The Author to Her Book

If anything, this is a poem about frustration, disappointment, and irritation. It is about an “author” who is annoyed that her friends took her book to get published without her consent, and it is also about the difficulties of revising said book (the speaker suggests that she is unable to make her book any good). More than anything else, then, this poem’s sounds reflect, imitate, mimic, etc. the various experiences of frustration that the speaker describes.

Take the poem’s first lines as an example. The lines start out sounding normal enough—“Thou ill-formed offspring of my feeble brain, / Who after birth did’st by my side remain”—but then as the speaker contemplates what her friends did by stealing her book the sentence becomes cluttered with extra clauses: “Till snatcht from thence by friends, less wise than true, / Who thee abroad exposed to public view, / Made thee in rags, halting to th' press to trudge, / Where errors were not lessened (all may judge).” All these extra phrases—sounds—“less wise than true,” “all may judge,” etc. frustrate the flow of the lines, and imitate the speaker’s irritation.

Elsewhere, the poem reflects the sounds of revision and writing, with all their frustrations: “I stretcht thy joints to make thee even feet, / Yet still thou run'st more hobbling than is meet.” Every line in this poem, you could say, is “stretcht” to make it be five beats (pentameter).
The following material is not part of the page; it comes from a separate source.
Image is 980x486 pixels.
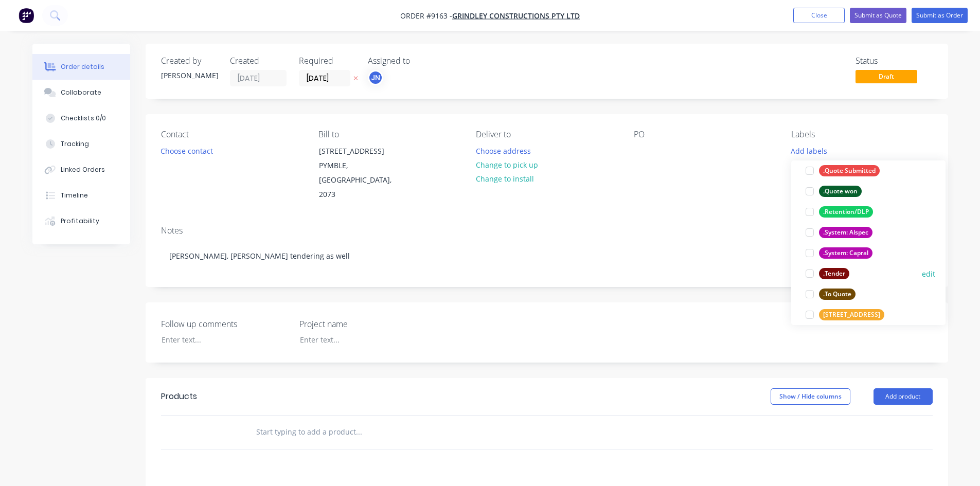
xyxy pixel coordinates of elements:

This line mimics the sound of the stretching—notice the assonance, all those long E sounds at the end (“thee even feet”). Longer vowels take longer to pronounce, giving the line the effect of being longer or more “stretched.” This “longer” sound also imitates the speaker’s own perception of writing and revision as a kind of prolonged torture (“stretcht” can’t help but remind us of the Rack, a medieval torture device).

In fact, if you take a glance at the poem, you will notice that long vowels are all over place. They are less pleasant than their shorter counterparts, and they give the poem a slightly more melancholic or doleful cast, especially when the word is a word like “feeble” (1) or “poor” (23). This reinforces the speaker’s own frustration, mirroring the content—just on a sonic level.